▶ EXERCISE DATA:
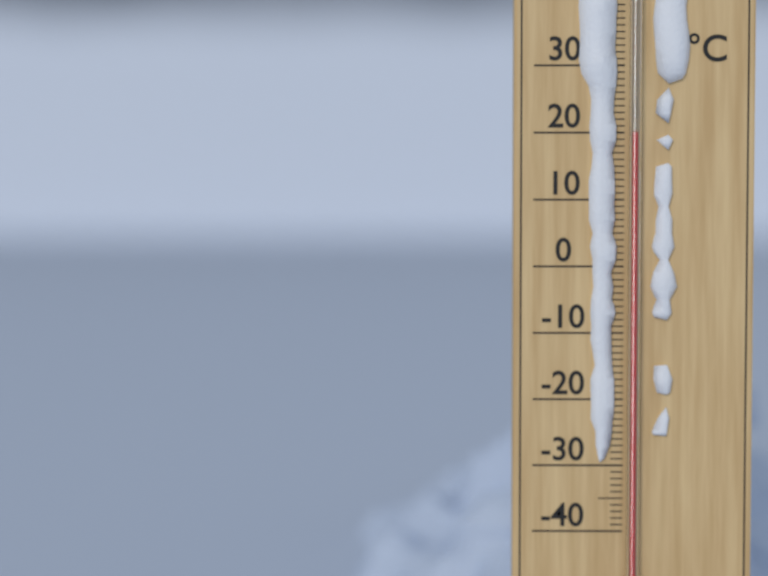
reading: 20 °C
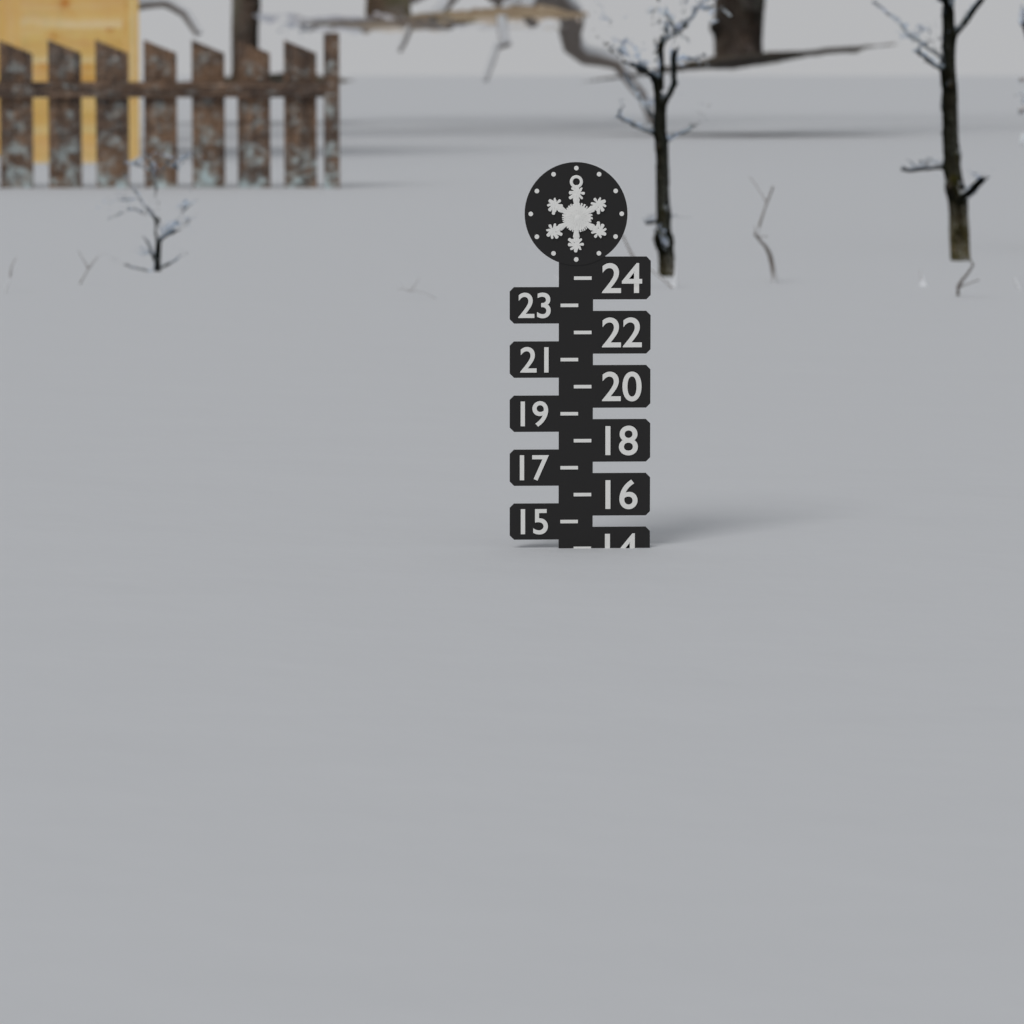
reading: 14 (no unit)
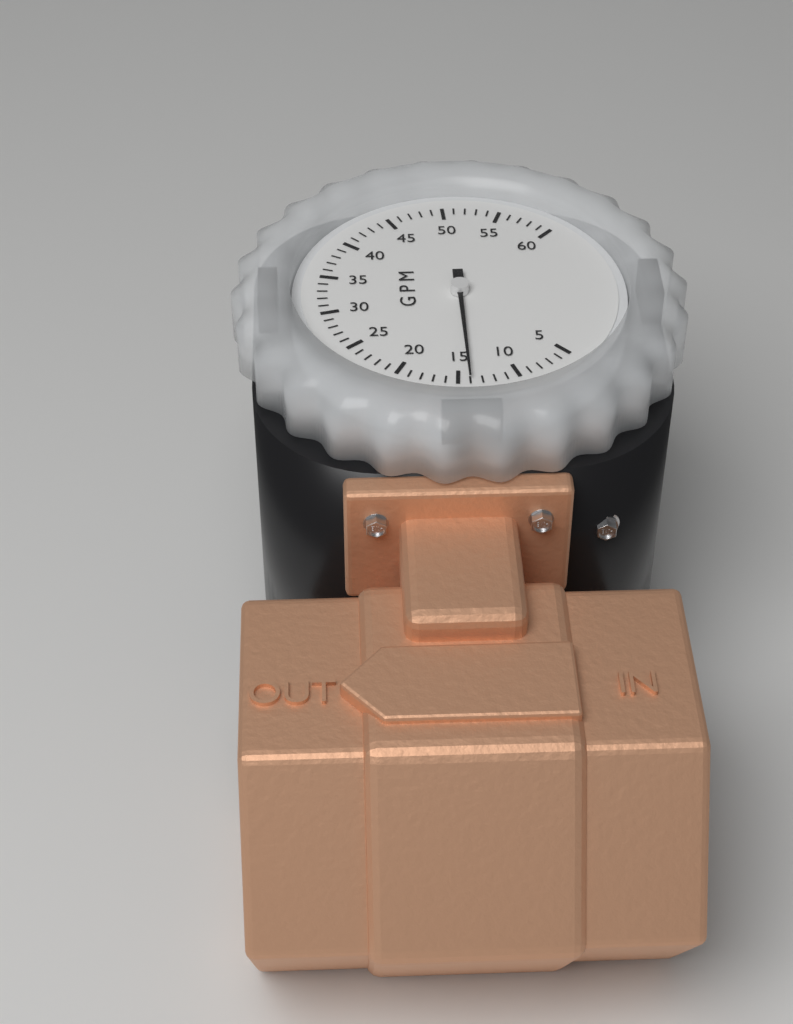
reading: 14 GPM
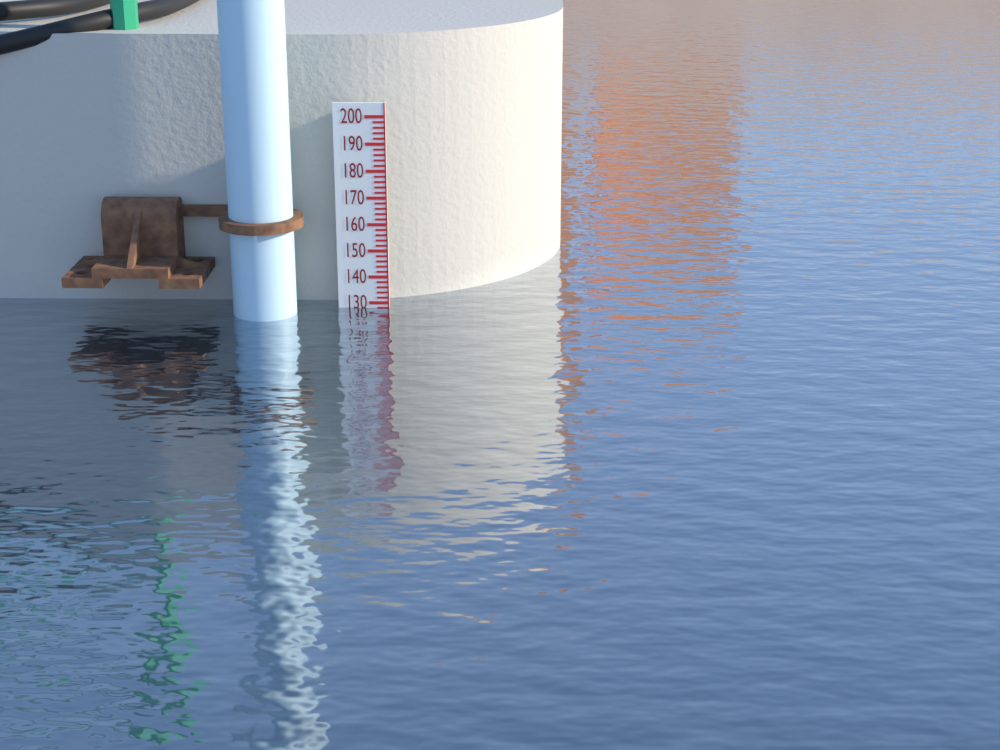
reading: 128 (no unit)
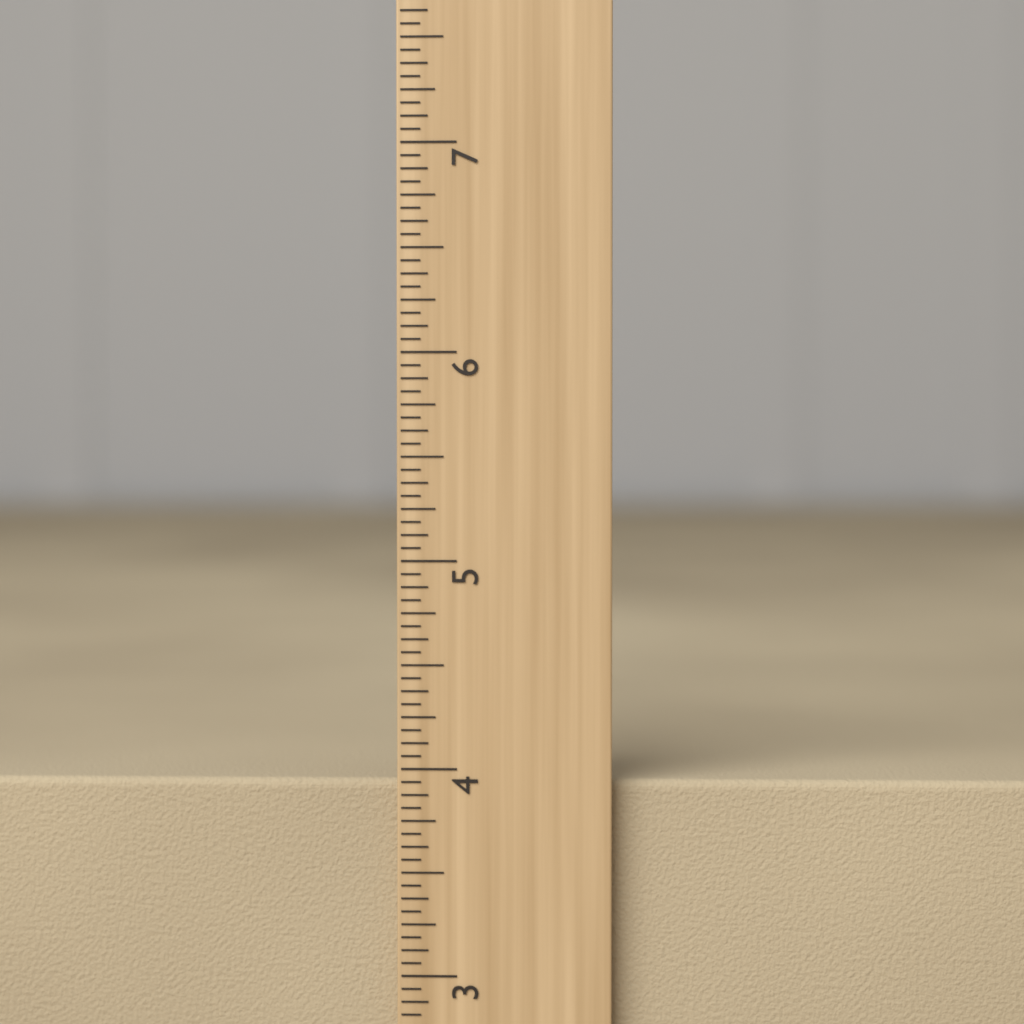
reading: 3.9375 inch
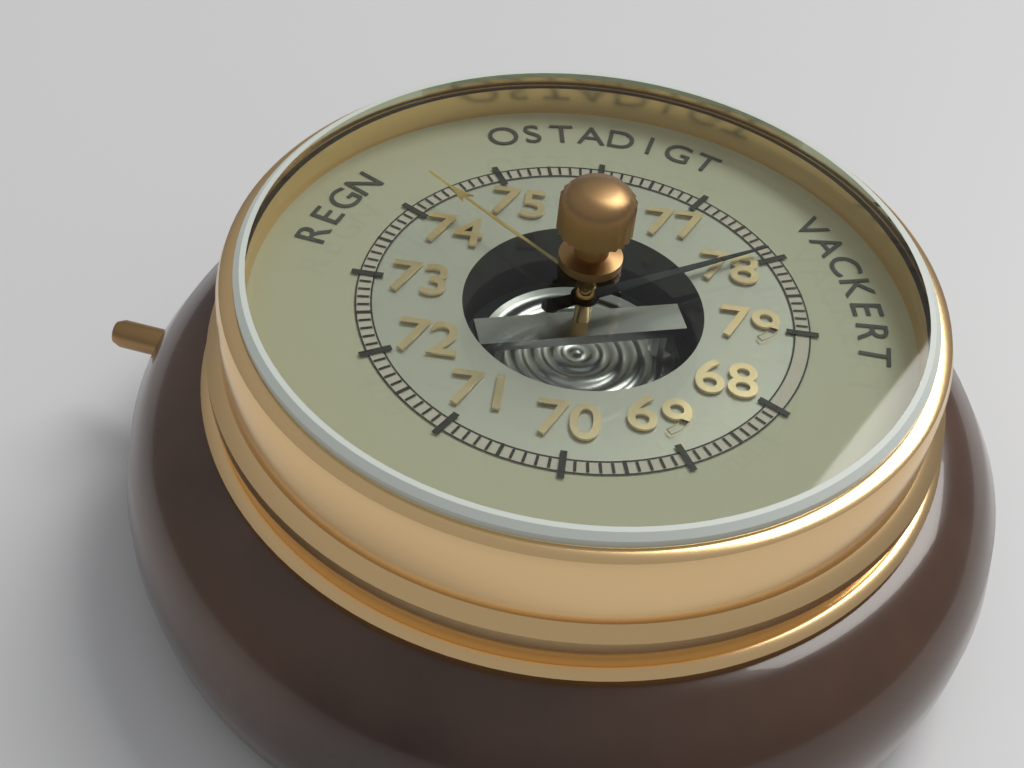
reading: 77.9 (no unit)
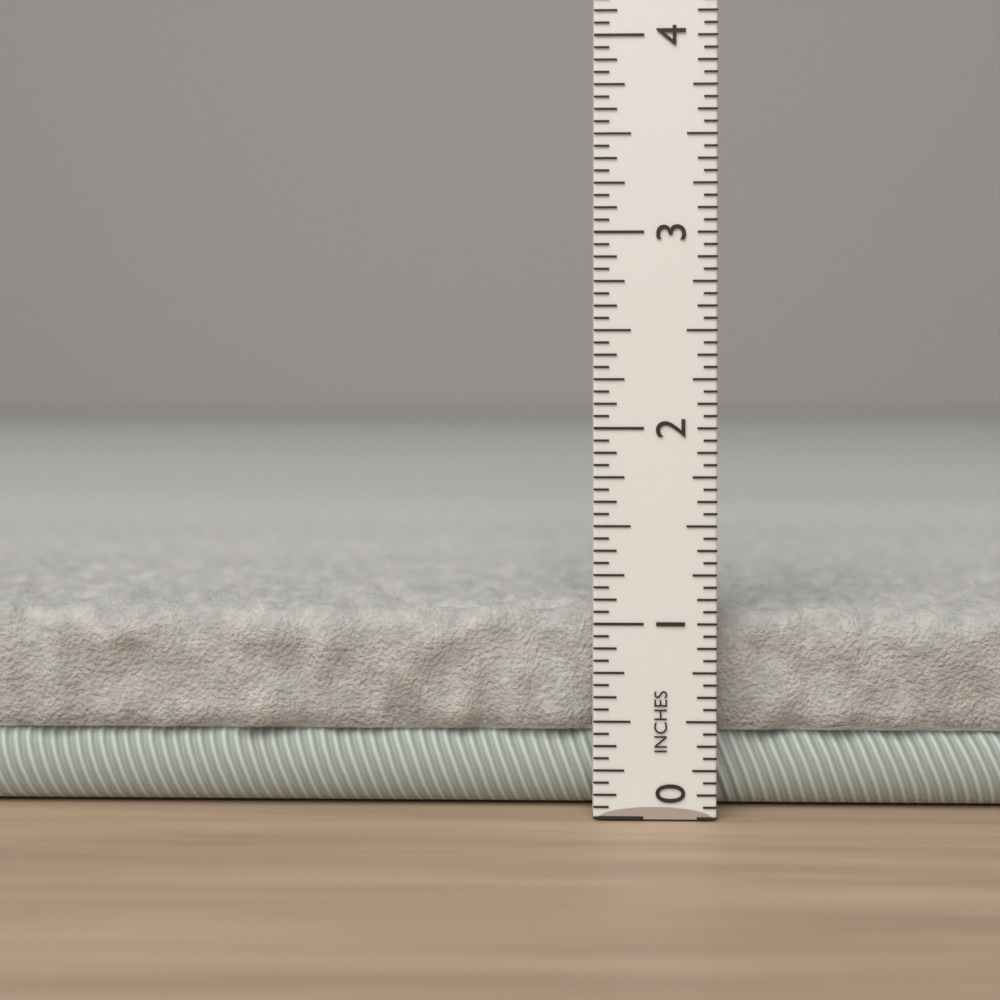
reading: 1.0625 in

▶ EXERCISE: Output every record exactly, minus the pictures.

▶ OUTPUT FOR THIS EXERCISE:
reading: 20 °C
reading: 14 (no unit)
reading: 14 GPM
reading: 128 (no unit)
reading: 3.9375 inch
reading: 77.9 (no unit)
reading: 1.0625 in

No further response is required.